ReplyDeleteI keep thinking about your post Ruth. What you said about the feeling of “shame” really struck me, and I felt it too. I think for me it was shame created by feeling like I was in a position of power over these people because of my wealth, and shame because I know I am no better than them and don’t deserve it. I was embarrassed of that power differential between me and them, because I know it shouldn’t exist. I think part of it was also embarrassment for them, that they had to be reduced to a point where they have lost their pride and need to ask me money or food. For me giving the money in that moment when the child runs up only increases the insult on their pride, and furthers the power differential between me and them creating that cycle of learned helplessness. I want my son to come from a place where people have pride in themselves and their country, where they feel empowered to find a way out of their circumstance, where people don’t feel powerless and dependent on others.
ReplyDeleteMaybe it isn’t a realistic wish when there is just so much poverty... but I think we need to really challenge ourselves and ask “what is the best way I can help that gives some of the power that I have back” because really we shouldn't have had more than them to begin with, and I say that sitting here with a roof over my head and lunch in the oven feeling like a big hypocrite...
Anyways my vision of what is needed is probably different from many others, and who knows what is best. Poverty is so complex, so sad... I wish someone knew the answer. But I am so happy you are bringing lots of attention to the issue on your blog, for us Ethiopian blended families it is most definitely something we all need to be thinking about.
Hope your hubby is feeling better. We had a few similar experiences with GI illness when we were there and it is NOT nice. Thank goodness for cipro!
I think you have hit the nail on the head on this one, Ruth, especially in terms of instant help and long-term help not being mutually exclusive.
ReplyDeleteThe parallel that keeps occurring to me may not be a popular one, but here goes: it's a lot like international adoption. We know there is a large problem - the orphan crisis - and adoption is not the solution to that problem. There still needs to be change, and support for families to stay together - to end hunger and preventable/treatable disease, to allow young single mothers to raise their children, to keep families intact.
But yet we adopt. We don't give $20,000 to charity instead. And we say it's because the two things aren't mutually exclusive, and I can sponsor families and support NGOs and hope for progress. But that isn't going to solve the problem that this child, here today, doesn't have a family.
So how can we say that it's not ok to offer assistance to someone whose situation, right now, is one in which they need help? The fear that we contribute to a mentality of foreigner-as-saviour is certainly a valid one, but I don't think it should necessarily stop us. (I do think though that giving anything to children is best avoided - better to give to the parent if possible, and let him/her be the one to provide for their child. Giving to kids is where the biggest pitfalls lie, really.)
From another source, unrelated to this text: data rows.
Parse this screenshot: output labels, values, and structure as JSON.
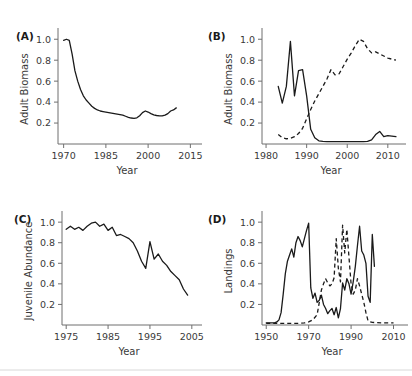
{
  "figure": {
    "background": "#ffffff",
    "line_color": "#1a1a1a",
    "axis_color": "#6f6f6f",
    "text_color": "#3a3a3a"
  },
  "panels": [
    {
      "id": "A",
      "label": "(A)"
    },
    {
      "id": "B",
      "label": "(B)"
    },
    {
      "id": "C",
      "label": "(C)"
    },
    {
      "id": "D",
      "label": "(D)"
    }
  ],
  "chart_data": [
    {
      "panel": "A",
      "type": "line",
      "title": "(A)",
      "xlabel": "Year",
      "ylabel": "Adult Biomass",
      "xlim": [
        1968,
        2017
      ],
      "ylim": [
        0.0,
        1.05
      ],
      "xticks": [
        1970,
        1985,
        2000,
        2015
      ],
      "yticks": [
        0.2,
        0.4,
        0.6,
        0.8,
        1.0
      ],
      "grid": false,
      "legend": "none",
      "series": [
        {
          "name": "adult biomass",
          "style": "solid",
          "x": [
            1970,
            1971,
            1972,
            1973,
            1974,
            1975,
            1976,
            1977,
            1978,
            1979,
            1980,
            1981,
            1982,
            1983,
            1984,
            1985,
            1986,
            1987,
            1988,
            1989,
            1990,
            1991,
            1992,
            1993,
            1994,
            1995,
            1996,
            1997,
            1998,
            1999,
            2000,
            2001,
            2002,
            2003,
            2004,
            2005,
            2006,
            2007,
            2008,
            2009,
            2010
          ],
          "values": [
            0.99,
            1.0,
            0.99,
            0.86,
            0.7,
            0.6,
            0.52,
            0.46,
            0.42,
            0.39,
            0.36,
            0.34,
            0.325,
            0.315,
            0.31,
            0.305,
            0.3,
            0.295,
            0.29,
            0.285,
            0.28,
            0.275,
            0.265,
            0.255,
            0.248,
            0.245,
            0.25,
            0.27,
            0.3,
            0.315,
            0.305,
            0.29,
            0.278,
            0.272,
            0.268,
            0.268,
            0.275,
            0.29,
            0.315,
            0.325,
            0.345
          ]
        }
      ]
    },
    {
      "panel": "B",
      "type": "line",
      "title": "(B)",
      "xlabel": "Year",
      "ylabel": "Adult Biomass",
      "xlim": [
        1979,
        2013
      ],
      "ylim": [
        0.0,
        1.05
      ],
      "xticks": [
        1980,
        1990,
        2000,
        2010
      ],
      "yticks": [
        0.2,
        0.4,
        0.6,
        0.8,
        1.0
      ],
      "grid": false,
      "legend": "none",
      "series": [
        {
          "name": "solid stock",
          "style": "solid",
          "x": [
            1983,
            1984,
            1985,
            1986,
            1987,
            1988,
            1989,
            1990,
            1991,
            1992,
            1993,
            1994,
            1995,
            1996,
            1997,
            1998,
            1999,
            2000,
            2001,
            2002,
            2003,
            2004,
            2005,
            2006,
            2007,
            2008,
            2009,
            2010,
            2011,
            2012
          ],
          "values": [
            0.55,
            0.39,
            0.55,
            0.98,
            0.46,
            0.7,
            0.71,
            0.46,
            0.14,
            0.06,
            0.03,
            0.025,
            0.022,
            0.022,
            0.022,
            0.022,
            0.022,
            0.022,
            0.022,
            0.022,
            0.022,
            0.022,
            0.025,
            0.04,
            0.09,
            0.12,
            0.07,
            0.08,
            0.075,
            0.07
          ]
        },
        {
          "name": "dashed stock",
          "style": "dashed",
          "x": [
            1983,
            1984,
            1985,
            1986,
            1987,
            1988,
            1989,
            1990,
            1991,
            1992,
            1993,
            1994,
            1995,
            1996,
            1997,
            1998,
            1999,
            2000,
            2001,
            2002,
            2003,
            2004,
            2005,
            2006,
            2007,
            2008,
            2009,
            2010,
            2011,
            2012
          ],
          "values": [
            0.09,
            0.06,
            0.05,
            0.055,
            0.07,
            0.1,
            0.15,
            0.24,
            0.33,
            0.41,
            0.48,
            0.55,
            0.62,
            0.71,
            0.66,
            0.67,
            0.74,
            0.81,
            0.87,
            0.94,
            1.0,
            0.98,
            0.91,
            0.87,
            0.88,
            0.86,
            0.84,
            0.82,
            0.81,
            0.8
          ]
        }
      ]
    },
    {
      "panel": "C",
      "type": "line",
      "title": "(C)",
      "xlabel": "Year",
      "ylabel": "Juvenile Abundance",
      "xlim": [
        1974,
        2006
      ],
      "ylim": [
        0.0,
        1.05
      ],
      "xticks": [
        1975,
        1985,
        1995,
        2005
      ],
      "yticks": [
        0.2,
        0.4,
        0.6,
        0.8,
        1.0
      ],
      "grid": false,
      "legend": "none",
      "series": [
        {
          "name": "juvenile abundance",
          "style": "solid",
          "x": [
            1975,
            1976,
            1977,
            1978,
            1979,
            1980,
            1981,
            1982,
            1983,
            1984,
            1985,
            1986,
            1987,
            1988,
            1989,
            1990,
            1991,
            1992,
            1993,
            1994,
            1995,
            1996,
            1997,
            1998,
            1999,
            2000,
            2001,
            2002,
            2003,
            2004
          ],
          "values": [
            0.93,
            0.96,
            0.93,
            0.95,
            0.92,
            0.96,
            0.99,
            1.0,
            0.96,
            0.98,
            0.92,
            0.95,
            0.87,
            0.88,
            0.86,
            0.84,
            0.8,
            0.72,
            0.62,
            0.55,
            0.81,
            0.64,
            0.69,
            0.62,
            0.58,
            0.52,
            0.48,
            0.44,
            0.35,
            0.29
          ]
        }
      ]
    },
    {
      "panel": "D",
      "type": "line",
      "title": "(D)",
      "xlabel": "Year",
      "ylabel": "Landings",
      "xlim": [
        1948,
        2014
      ],
      "ylim": [
        0.0,
        1.05
      ],
      "xticks": [
        1950,
        1970,
        1990,
        2010
      ],
      "yticks": [
        0.2,
        0.4,
        0.6,
        0.8,
        1.0
      ],
      "grid": false,
      "legend": "none",
      "series": [
        {
          "name": "solid landings",
          "style": "solid",
          "x": [
            1950,
            1951,
            1952,
            1953,
            1954,
            1955,
            1956,
            1957,
            1958,
            1959,
            1960,
            1961,
            1962,
            1963,
            1964,
            1965,
            1966,
            1967,
            1968,
            1969,
            1970,
            1971,
            1972,
            1973,
            1974,
            1975,
            1976,
            1977,
            1978,
            1979,
            1980,
            1981,
            1982,
            1983,
            1984,
            1985,
            1986,
            1987,
            1988,
            1989,
            1990,
            1991,
            1992,
            1993,
            1994,
            1995,
            1996,
            1997,
            1998,
            1999,
            2000,
            2001
          ],
          "values": [
            0.02,
            0.02,
            0.02,
            0.02,
            0.02,
            0.03,
            0.05,
            0.12,
            0.3,
            0.5,
            0.62,
            0.68,
            0.74,
            0.66,
            0.8,
            0.86,
            0.82,
            0.76,
            0.84,
            0.92,
            0.99,
            0.36,
            0.26,
            0.31,
            0.22,
            0.24,
            0.29,
            0.2,
            0.16,
            0.11,
            0.14,
            0.16,
            0.1,
            0.17,
            0.07,
            0.16,
            0.41,
            0.34,
            0.45,
            0.4,
            0.3,
            0.42,
            0.57,
            0.77,
            0.96,
            0.72,
            0.68,
            0.6,
            0.28,
            0.22,
            0.88,
            0.57
          ]
        },
        {
          "name": "dashed landings",
          "style": "dashed",
          "x": [
            1950,
            1955,
            1960,
            1965,
            1968,
            1970,
            1972,
            1974,
            1975,
            1976,
            1977,
            1978,
            1979,
            1980,
            1981,
            1982,
            1983,
            1984,
            1985,
            1986,
            1987,
            1988,
            1989,
            1990,
            1991,
            1992,
            1993,
            1994,
            1995,
            1996,
            1997,
            1998,
            1999,
            2000,
            2005,
            2010
          ],
          "values": [
            0.015,
            0.015,
            0.015,
            0.015,
            0.02,
            0.03,
            0.05,
            0.1,
            0.22,
            0.34,
            0.4,
            0.45,
            0.41,
            0.38,
            0.4,
            0.46,
            0.84,
            0.55,
            0.42,
            0.97,
            0.7,
            0.93,
            0.66,
            0.4,
            0.3,
            0.34,
            0.45,
            0.38,
            0.3,
            0.22,
            0.12,
            0.04,
            0.03,
            0.025,
            0.02,
            0.02
          ]
        }
      ]
    }
  ]
}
After all, we don't let the fact that by adopting we are contributing to a 'culture of adoption' stop us (maybe we should, but that's a topic for another day.) By adopting from Ethiopia and appearing out with our kids we are still supporting the image of foreigner-as-savior, and making more familiar the concept of adoption - perhaps bringing children into care who would have stayed with their family if international adoption was not known about. And what's a more dangerous result - that someone ends up thinking they can/should ask ferenge for money, or that someone relinquishes a child for the wrong reasons?
And thus ends my novel-length comment. Complex issue, to be sure.